Posted in Nigel Beale Bookstore Photos on August 16th, 2009

Chair and door - Ontario by you.

Five years ago or so I paid a visit on Robert Wright who operated a rare book shop out of his home (still does) in Tamworth, Ontario. I bought a signed first edition of E.L. Doctorow’s World’s Fair, Lincoln by Gore Vidal, and several early works by Aldous Huxley.
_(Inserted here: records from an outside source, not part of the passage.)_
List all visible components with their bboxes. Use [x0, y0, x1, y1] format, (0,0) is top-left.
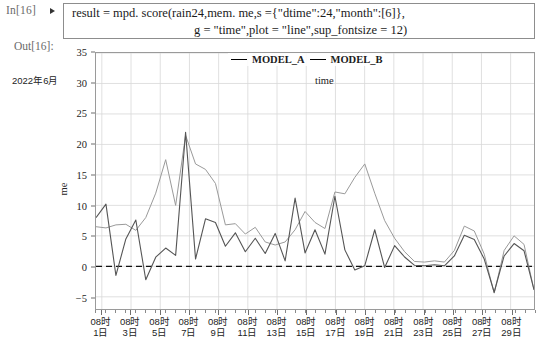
x-tick-label: 08时7日	[179, 316, 200, 338]
x-tick-mark-minor	[415, 310, 416, 313]
code-line-1: result = mpd. score(rain24,mem. me,s ={"…	[72, 5, 528, 22]
x-tick-mark-minor	[225, 310, 226, 313]
x-tick-mark-minor	[175, 310, 176, 313]
in-prompt-label: In[16]	[6, 4, 36, 16]
x-tick-mark-major	[424, 310, 425, 315]
legend-swatch-model-b	[310, 59, 326, 60]
x-tick-mark-major	[218, 310, 219, 315]
x-tick-mark-minor	[215, 310, 216, 313]
x-tick-mark-minor	[285, 310, 286, 313]
output-figure: 35302520151050−5 me MODEL_A MODEL_B 08时1…	[0, 44, 560, 353]
x-tick-mark-minor	[435, 310, 436, 313]
x-tick-mark-major	[336, 310, 337, 315]
x-tick-mark-major	[101, 310, 102, 315]
legend-label-model-a: MODEL_A	[252, 54, 305, 65]
code-input-box[interactable]: result = mpd. score(rain24,mem. me,s ={"…	[63, 3, 535, 39]
x-tick-mark-major	[453, 310, 454, 315]
x-tick-mark-major	[277, 310, 278, 315]
x-tick-mark-minor	[525, 310, 526, 313]
x-tick-mark-minor	[465, 310, 466, 313]
x-axis-label: time	[315, 75, 334, 86]
x-tick-mark-minor	[315, 310, 316, 313]
x-tick-mark-minor	[275, 310, 276, 313]
x-tick-mark-minor	[485, 310, 486, 313]
x-tick-mark-minor	[195, 310, 196, 313]
x-tick-mark-minor	[355, 310, 356, 313]
x-tick-mark-major	[248, 310, 249, 315]
legend-label-model-b: MODEL_B	[331, 54, 383, 65]
x-tick-mark-minor	[135, 310, 136, 313]
y-tick-label: 35	[77, 47, 88, 58]
x-tick-mark-minor	[145, 310, 146, 313]
x-tick-label: 08时23日	[413, 316, 434, 338]
y-tick-label: −5	[76, 292, 87, 303]
x-tick-mark-minor	[115, 310, 116, 313]
x-tick-mark-minor	[405, 310, 406, 313]
x-tick-mark-minor	[505, 310, 506, 313]
x-tick-mark-minor	[325, 310, 326, 313]
y-axis-label: me	[58, 183, 69, 196]
x-tick-label: 08时15日	[296, 316, 317, 338]
x-tick-mark-minor	[155, 310, 156, 313]
x-tick-label: 08时29日	[501, 316, 522, 338]
x-tick-mark-minor	[455, 310, 456, 313]
x-tick-mark-major	[394, 310, 395, 315]
x-tick-mark-minor	[95, 310, 96, 313]
notebook-cell: In[16] result = mpd. score(rain24,mem. m…	[0, 0, 560, 46]
series-line-model-b	[96, 135, 534, 293]
x-tick-mark-minor	[265, 310, 266, 313]
x-tick-mark-minor	[205, 310, 206, 313]
x-tick-label: 08时1日	[91, 316, 112, 338]
series-line-model-a	[96, 132, 534, 292]
x-tick-label: 08时9日	[208, 316, 229, 338]
x-tick-label: 08时19日	[355, 316, 376, 338]
x-tick-mark-minor	[515, 310, 516, 313]
x-tick-mark-minor	[385, 310, 386, 313]
x-tick-mark-minor	[165, 310, 166, 313]
x-tick-mark-minor	[255, 310, 256, 313]
x-tick-label: 08时27日	[472, 316, 493, 338]
y-tick-label: 15	[77, 169, 88, 180]
x-tick-label: 08时25日	[443, 316, 464, 338]
x-tick-mark-major	[482, 310, 483, 315]
x-tick-mark-major	[365, 310, 366, 315]
x-tick-mark-minor	[495, 310, 496, 313]
code-line-2: g = "time",plot = "line",sup_fontsize = …	[72, 22, 528, 39]
x-tick-label: 08时17日	[325, 316, 346, 338]
x-tick-mark-minor	[445, 310, 446, 313]
x-tick-mark-major	[130, 310, 131, 315]
x-tick-mark-minor	[295, 310, 296, 313]
x-tick-label: 08时13日	[267, 316, 288, 338]
x-tick-mark-minor	[245, 310, 246, 313]
y-tick-label: 5	[82, 231, 87, 242]
x-tick-label: 08时5日	[149, 316, 170, 338]
x-tick-mark-minor	[535, 310, 536, 313]
y-tick-label: 25	[77, 108, 88, 119]
x-tick-label: 08时3日	[120, 316, 141, 338]
y-tick-label: 20	[77, 139, 88, 150]
plot-area	[95, 52, 535, 310]
legend: MODEL_A MODEL_B	[228, 53, 385, 66]
x-tick-mark-minor	[235, 310, 236, 313]
x-tick-mark-major	[306, 310, 307, 315]
series-lines	[96, 53, 534, 309]
x-tick-label: 08时11日	[237, 316, 258, 338]
x-tick-mark-minor	[345, 310, 346, 313]
x-tick-mark-major	[189, 310, 190, 315]
x-axis: 08时1日08时3日08时5日08时7日08时9日08时11日08时13日08时…	[0, 310, 560, 353]
x-axis-month-label: 2022年6月	[12, 73, 58, 87]
x-tick-mark-minor	[475, 310, 476, 313]
x-tick-mark-major	[160, 310, 161, 315]
x-tick-mark-minor	[375, 310, 376, 313]
x-tick-mark-minor	[125, 310, 126, 313]
x-tick-label: 08时21日	[384, 316, 405, 338]
y-tick-label: 30	[77, 77, 88, 88]
legend-swatch-model-a	[231, 59, 247, 60]
y-tick-label: 0	[82, 262, 87, 273]
x-tick-mark-minor	[105, 310, 106, 313]
y-tick-label: 10	[77, 200, 88, 211]
x-tick-mark-minor	[425, 310, 426, 313]
play-triangle-icon[interactable]	[50, 8, 55, 14]
x-tick-mark-major	[512, 310, 513, 315]
x-tick-mark-minor	[185, 310, 186, 313]
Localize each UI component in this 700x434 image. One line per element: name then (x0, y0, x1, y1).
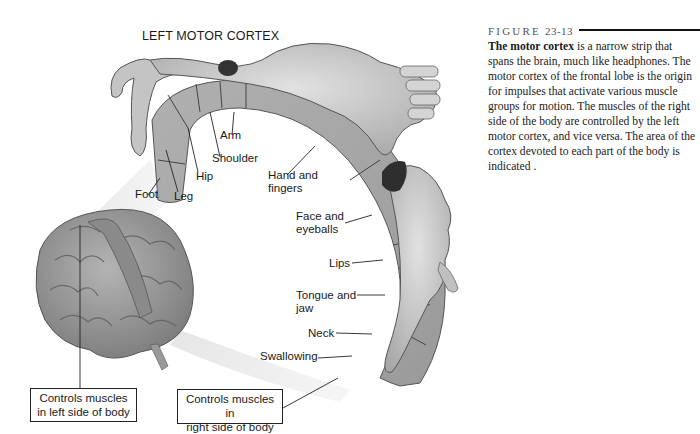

I dropped in on Robert again last weekend. He and his wife were preparing a meal for some guests, so we didn’t have much time to spend together, enough, however to pick up two more Huxley’s (including a lovely copy of the American edition of The Olive Tree, complete with sparkling end papers) and explore his new, at least to me, shop…Shortly after my initial visit he converted a barn on his property into an open store catering to the general reader. While he continues to run the rare book operation, most of his time is now spent doing appraisals, and running The Tamworth Book Shop,

Sign and pole - Ontario by you.

which, I’m happy to report, is doing very well.

The place was ‘packed to the rafters’ – not a free bail to sit on - recently for a reading by Kingston poet Carolyn Smart. Here’s the evidence:

httpv://www.youtube.com/watch?v=geBTlygDBx4

More of the same is planned for the coming months.